Kisaeng

                                                  “I want to understand the joy I felt
                                                                      as I was letting him go.”
                                                                                        —Hwang Jini

As I listened to the fabric of his jacket
               assume the casual shape of leave-taking.
 
I learned how to unhinge form from breath
               unbind & unknot the numinous black,
 
so that again I was a woman & an artist
               whose ravens fell onto the ondol floor
 
like cords, not a suicide’s hair floating
               in a village well & souring the water.
 
Callus on my finger, cushion for the kayabam,
               we shall pluck the string to forget triumphs
 
before royalty taxing us for a celadon barge,
               shall sweep princes’ names into a crevice
 
where we store besotted & sudden proposals
               to suck a jujube’s succulent orb,
 
as if we required their directions to resist
               the stone in which a waiting life will crack
 
a rooting. Tendril of song, evening calm,
               guide my sense of use across the instrument
 
transforming my desire for vengeance
               into forest hearth smoke from which I fled
 
as a pretty child, selected by the king’s men.
               Help me never to forget the elation I felt
 
when my first patron swore by the river’s force
               his love for me, & I understood its swelling
 
to rush & breach could teach me to survive it
               by emptying myself to play a perfect note.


Write out every record exactly as it appears. Skip the pictures.

=== Supplied information ===

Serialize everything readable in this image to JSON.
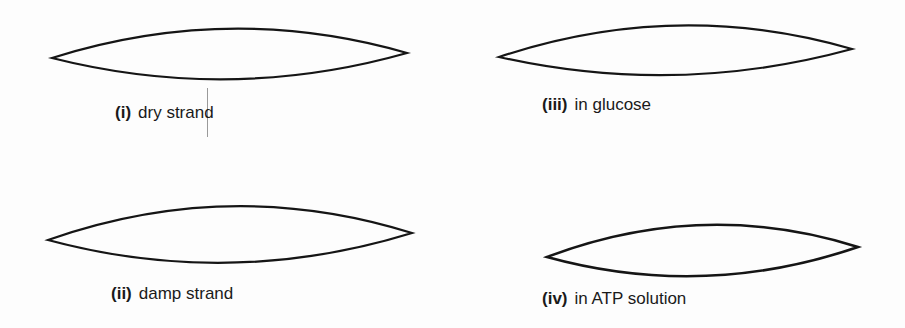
{
  "figure": {
    "panels": [
      {
        "id": "i",
        "numeral": "(i)",
        "caption": "dry strand"
      },
      {
        "id": "ii",
        "numeral": "(ii)",
        "caption": "damp strand"
      },
      {
        "id": "iii",
        "numeral": "(iii)",
        "caption": "in glucose"
      },
      {
        "id": "iv",
        "numeral": "(iv)",
        "caption": "in ATP solution"
      }
    ]
  }
}
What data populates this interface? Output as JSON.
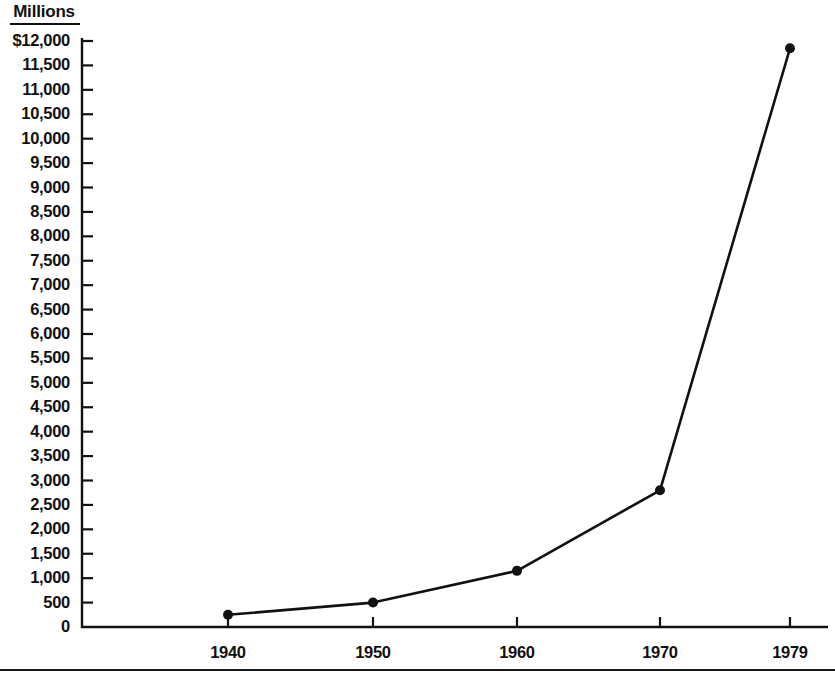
{
  "chart_data": {
    "type": "line",
    "title": "",
    "units_label": "Millions",
    "xlabel": "",
    "ylabel": "",
    "x": [
      "1940",
      "1950",
      "1960",
      "1970",
      "1979"
    ],
    "categories": [
      "1940",
      "1950",
      "1960",
      "1970",
      "1979"
    ],
    "values": [
      250,
      500,
      1150,
      2800,
      11850
    ],
    "series": [
      {
        "name": "Millions",
        "values": [
          250,
          500,
          1150,
          2800,
          11850
        ]
      }
    ],
    "ylim": [
      0,
      12000
    ],
    "ytick_step": 500,
    "ytick_labels": [
      "$12,000",
      "11,500",
      "11,000",
      "10,500",
      "10,000",
      "9,500",
      "9,000",
      "8,500",
      "8,000",
      "7,500",
      "7,000",
      "6,500",
      "6,000",
      "5,500",
      "5,000",
      "4,500",
      "4,000",
      "3,500",
      "3,000",
      "2,500",
      "2,000",
      "1,500",
      "1,000",
      "500",
      "0"
    ],
    "ytick_values": [
      12000,
      11500,
      11000,
      10500,
      10000,
      9500,
      9000,
      8500,
      8000,
      7500,
      7000,
      6500,
      6000,
      5500,
      5000,
      4500,
      4000,
      3500,
      3000,
      2500,
      2000,
      1500,
      1000,
      500,
      0
    ],
    "xtick_labels": [
      "1940",
      "1950",
      "1960",
      "1970",
      "1979"
    ],
    "grid": false,
    "legend": false,
    "marker": "filled-circle",
    "line_color": "#111111",
    "marker_color": "#111111",
    "background_color": "#ffffff"
  },
  "geometry": {
    "axis_x": 82,
    "axis_top_y": 38,
    "axis_bottom_y": 627,
    "axis_right_x": 828,
    "y_tick_top_y": 41,
    "y_tick_spacing": 24.42,
    "x_tick_positions": [
      228,
      373,
      517,
      660,
      790
    ],
    "point_pixels": [
      {
        "x": 228,
        "y": 617
      },
      {
        "x": 373,
        "y": 606
      },
      {
        "x": 517,
        "y": 571
      },
      {
        "x": 660,
        "y": 491
      },
      {
        "x": 790,
        "y": 47
      }
    ]
  }
}
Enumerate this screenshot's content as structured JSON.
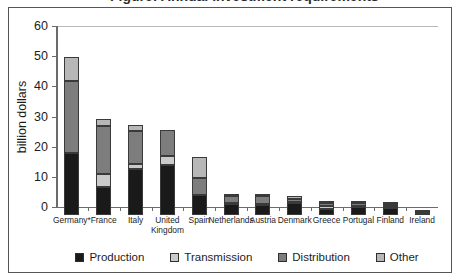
{
  "figure": {
    "cut_off_title": "Figure: Annual investment requirements",
    "background": "#ffffff",
    "frame_color": "#555555"
  },
  "chart_data": {
    "type": "bar",
    "stacked": true,
    "title": "",
    "xlabel": "",
    "ylabel": "billion dollars",
    "ylim": [
      0,
      60
    ],
    "yticks": [
      0,
      10,
      20,
      30,
      40,
      50,
      60
    ],
    "ytick_labels": [
      "0",
      "10",
      "20",
      "30",
      "40",
      "50",
      "60"
    ],
    "grid": false,
    "legend_position": "bottom-center",
    "categories": [
      "Germany*",
      "France",
      "Italy",
      "United\nKingdom",
      "Spain",
      "Netherlands",
      "Austria",
      "Denmark",
      "Greece",
      "Portugal",
      "Finland",
      "Ireland"
    ],
    "series": [
      {
        "name": "Production",
        "color": "#1a1a1a",
        "values": [
          20.3,
          9.2,
          15.2,
          16.3,
          6.6,
          3.5,
          3.3,
          3.7,
          1.7,
          2.4,
          2.3,
          0.2
        ]
      },
      {
        "name": "Transmission",
        "color": "#cacaca",
        "values": [
          0.0,
          4.2,
          1.6,
          3.0,
          0.0,
          0.4,
          0.3,
          0.4,
          1.1,
          0.5,
          0.4,
          0.2
        ]
      },
      {
        "name": "Distribution",
        "color": "#7d7d7d",
        "values": [
          23.8,
          16.0,
          10.8,
          8.6,
          5.4,
          2.3,
          2.6,
          1.2,
          1.0,
          0.8,
          0.9,
          0.4
        ]
      },
      {
        "name": "Other",
        "color": "#b7b7b7",
        "values": [
          8.2,
          2.4,
          2.2,
          0.0,
          7.2,
          0.5,
          0.5,
          0.7,
          0.5,
          0.5,
          0.4,
          0.2
        ]
      }
    ],
    "totals": [
      52.3,
      31.8,
      29.8,
      27.9,
      19.2,
      6.7,
      6.7,
      6.0,
      4.3,
      4.2,
      4.0,
      1.0
    ],
    "legend": [
      "Production",
      "Transmission",
      "Distribution",
      "Other"
    ]
  }
}
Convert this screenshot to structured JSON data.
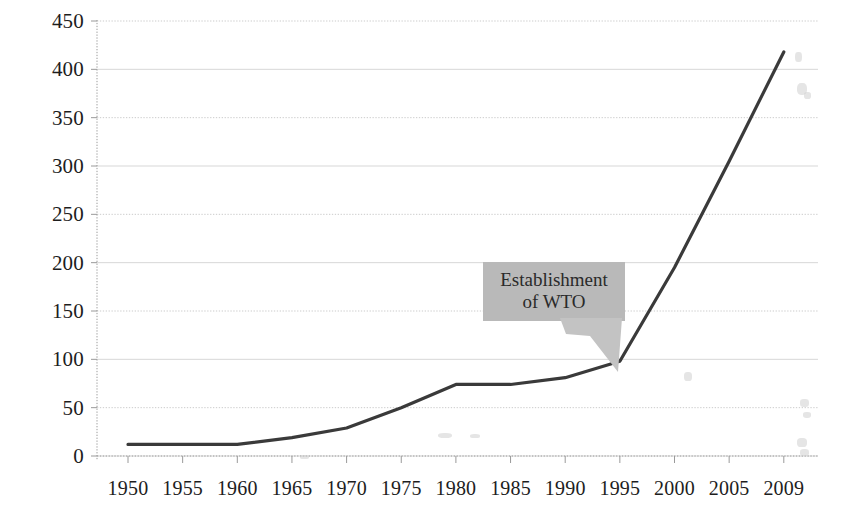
{
  "chart_data": {
    "type": "line",
    "title": "",
    "xlabel": "",
    "ylabel": "",
    "categories": [
      "1950",
      "1955",
      "1960",
      "1965",
      "1970",
      "1975",
      "1980",
      "1985",
      "1990",
      "1995",
      "2000",
      "2005",
      "2009"
    ],
    "values": [
      12,
      12,
      12,
      19,
      29,
      50,
      74,
      74,
      81,
      98,
      195,
      305,
      418
    ],
    "ylim": [
      0,
      450
    ],
    "ytick_step": 50,
    "yticks": [
      "0",
      "50",
      "100",
      "150",
      "200",
      "250",
      "300",
      "350",
      "400",
      "450"
    ],
    "xticks": [
      "1950",
      "1955",
      "1960",
      "1965",
      "1970",
      "1975",
      "1980",
      "1985",
      "1990",
      "1995",
      "2000",
      "2005",
      "2009"
    ],
    "grid": true,
    "grid_style": "dotted-horizontal",
    "legend": "none",
    "series_color": "#3a3a3a",
    "annotations": [
      {
        "name": "establishment-of-wto",
        "lines": [
          "Establishment",
          "of WTO"
        ],
        "text": "Establishment of WTO",
        "points_at_category": "1995",
        "points_at_value": 98,
        "box_color": "#b9b9b9",
        "text_color": "#2a2a2a"
      }
    ]
  },
  "axes": {
    "axis_color": "#9a9a9a",
    "grid_color": "#c9c9c9",
    "label_color": "#1d1d1d"
  }
}
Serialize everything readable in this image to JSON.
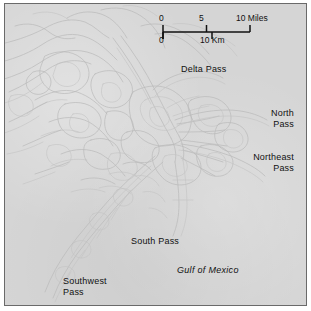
{
  "map": {
    "title": "Mississippi River Delta",
    "background_color": "#d5d5d5",
    "frame_color": "#6a6a6a",
    "line_color": "#bdbdbd",
    "text_color": "#111111",
    "labels": {
      "delta_pass": "Delta Pass",
      "north_pass": "North\nPass",
      "northeast_pass": "Northeast\nPass",
      "south_pass": "South Pass",
      "southwest_pass": "Southwest\nPass",
      "gulf_of_mexico": "Gulf of Mexico"
    }
  },
  "scale_bar": {
    "miles": {
      "zero": "0",
      "mid": "5",
      "max": "10 Miles"
    },
    "kilometers": {
      "zero": "0",
      "max": "10 Km"
    }
  }
}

===

Expected output ::
Serialize everything readable in this image to JSON.
{
  "figure": {
    "panels": [
      {
        "id": "i",
        "numeral": "(i)",
        "caption": "dry strand"
      },
      {
        "id": "ii",
        "numeral": "(ii)",
        "caption": "damp strand"
      },
      {
        "id": "iii",
        "numeral": "(iii)",
        "caption": "in glucose"
      },
      {
        "id": "iv",
        "numeral": "(iv)",
        "caption": "in ATP solution"
      }
    ]
  }
}
What data populates this interface? Output as JSON.
{
  "chart_data": {
    "type": "line",
    "title": "",
    "units_label": "Millions",
    "xlabel": "",
    "ylabel": "",
    "x": [
      "1940",
      "1950",
      "1960",
      "1970",
      "1979"
    ],
    "categories": [
      "1940",
      "1950",
      "1960",
      "1970",
      "1979"
    ],
    "values": [
      250,
      500,
      1150,
      2800,
      11850
    ],
    "series": [
      {
        "name": "Millions",
        "values": [
          250,
          500,
          1150,
          2800,
          11850
        ]
      }
    ],
    "ylim": [
      0,
      12000
    ],
    "ytick_step": 500,
    "ytick_labels": [
      "$12,000",
      "11,500",
      "11,000",
      "10,500",
      "10,000",
      "9,500",
      "9,000",
      "8,500",
      "8,000",
      "7,500",
      "7,000",
      "6,500",
      "6,000",
      "5,500",
      "5,000",
      "4,500",
      "4,000",
      "3,500",
      "3,000",
      "2,500",
      "2,000",
      "1,500",
      "1,000",
      "500",
      "0"
    ],
    "ytick_values": [
      12000,
      11500,
      11000,
      10500,
      10000,
      9500,
      9000,
      8500,
      8000,
      7500,
      7000,
      6500,
      6000,
      5500,
      5000,
      4500,
      4000,
      3500,
      3000,
      2500,
      2000,
      1500,
      1000,
      500,
      0
    ],
    "xtick_labels": [
      "1940",
      "1950",
      "1960",
      "1970",
      "1979"
    ],
    "grid": false,
    "legend": false,
    "marker": "filled-circle",
    "line_color": "#111111",
    "marker_color": "#111111",
    "background_color": "#ffffff"
  },
  "geometry": {
    "axis_x": 82,
    "axis_top_y": 38,
    "axis_bottom_y": 627,
    "axis_right_x": 828,
    "y_tick_top_y": 41,
    "y_tick_spacing": 24.42,
    "x_tick_positions": [
      228,
      373,
      517,
      660,
      790
    ],
    "point_pixels": [
      {
        "x": 228,
        "y": 617
      },
      {
        "x": 373,
        "y": 606
      },
      {
        "x": 517,
        "y": 571
      },
      {
        "x": 660,
        "y": 491
      },
      {
        "x": 790,
        "y": 47
      }
    ]
  }
}
Enumerate this screenshot's content as structured JSON.
{
  "figure": {
    "cut_off_title": "Figure: Annual investment requirements",
    "background": "#ffffff",
    "frame_color": "#555555"
  },
  "chart_data": {
    "type": "bar",
    "stacked": true,
    "title": "",
    "xlabel": "",
    "ylabel": "billion dollars",
    "ylim": [
      0,
      60
    ],
    "yticks": [
      0,
      10,
      20,
      30,
      40,
      50,
      60
    ],
    "ytick_labels": [
      "0",
      "10",
      "20",
      "30",
      "40",
      "50",
      "60"
    ],
    "grid": false,
    "legend_position": "bottom-center",
    "categories": [
      "Germany*",
      "France",
      "Italy",
      "United\nKingdom",
      "Spain",
      "Netherlands",
      "Austria",
      "Denmark",
      "Greece",
      "Portugal",
      "Finland",
      "Ireland"
    ],
    "series": [
      {
        "name": "Production",
        "color": "#1a1a1a",
        "values": [
          20.3,
          9.2,
          15.2,
          16.3,
          6.6,
          3.5,
          3.3,
          3.7,
          1.7,
          2.4,
          2.3,
          0.2
        ]
      },
      {
        "name": "Transmission",
        "color": "#cacaca",
        "values": [
          0.0,
          4.2,
          1.6,
          3.0,
          0.0,
          0.4,
          0.3,
          0.4,
          1.1,
          0.5,
          0.4,
          0.2
        ]
      },
      {
        "name": "Distribution",
        "color": "#7d7d7d",
        "values": [
          23.8,
          16.0,
          10.8,
          8.6,
          5.4,
          2.3,
          2.6,
          1.2,
          1.0,
          0.8,
          0.9,
          0.4
        ]
      },
      {
        "name": "Other",
        "color": "#b7b7b7",
        "values": [
          8.2,
          2.4,
          2.2,
          0.0,
          7.2,
          0.5,
          0.5,
          0.7,
          0.5,
          0.5,
          0.4,
          0.2
        ]
      }
    ],
    "totals": [
      52.3,
      31.8,
      29.8,
      27.9,
      19.2,
      6.7,
      6.7,
      6.0,
      4.3,
      4.2,
      4.0,
      1.0
    ],
    "legend": [
      "Production",
      "Transmission",
      "Distribution",
      "Other"
    ]
  }
}
Convert this screenshot to structured JSON data.
{
  "chart_data": {
    "type": "line",
    "title": "",
    "xlabel": "",
    "ylabel": "",
    "categories": [
      "1950",
      "1955",
      "1960",
      "1965",
      "1970",
      "1975",
      "1980",
      "1985",
      "1990",
      "1995",
      "2000",
      "2005",
      "2009"
    ],
    "values": [
      12,
      12,
      12,
      19,
      29,
      50,
      74,
      74,
      81,
      98,
      195,
      305,
      418
    ],
    "ylim": [
      0,
      450
    ],
    "ytick_step": 50,
    "yticks": [
      "0",
      "50",
      "100",
      "150",
      "200",
      "250",
      "300",
      "350",
      "400",
      "450"
    ],
    "xticks": [
      "1950",
      "1955",
      "1960",
      "1965",
      "1970",
      "1975",
      "1980",
      "1985",
      "1990",
      "1995",
      "2000",
      "2005",
      "2009"
    ],
    "grid": true,
    "grid_style": "dotted-horizontal",
    "legend": "none",
    "series_color": "#3a3a3a",
    "annotations": [
      {
        "name": "establishment-of-wto",
        "lines": [
          "Establishment",
          "of WTO"
        ],
        "text": "Establishment of WTO",
        "points_at_category": "1995",
        "points_at_value": 98,
        "box_color": "#b9b9b9",
        "text_color": "#2a2a2a"
      }
    ]
  },
  "axes": {
    "axis_color": "#9a9a9a",
    "grid_color": "#c9c9c9",
    "label_color": "#1d1d1d"
  }
}
Serialize everything readable in this image to JSON.
{
  "map": {
    "title": "Mississippi River Delta",
    "background_color": "#d5d5d5",
    "frame_color": "#6a6a6a",
    "line_color": "#bdbdbd",
    "text_color": "#111111",
    "labels": {
      "delta_pass": "Delta Pass",
      "north_pass": "North\nPass",
      "northeast_pass": "Northeast\nPass",
      "south_pass": "South Pass",
      "southwest_pass": "Southwest\nPass",
      "gulf_of_mexico": "Gulf of Mexico"
    }
  },
  "scale_bar": {
    "miles": {
      "zero": "0",
      "mid": "5",
      "max": "10 Miles"
    },
    "kilometers": {
      "zero": "0",
      "max": "10 Km"
    }
  }
}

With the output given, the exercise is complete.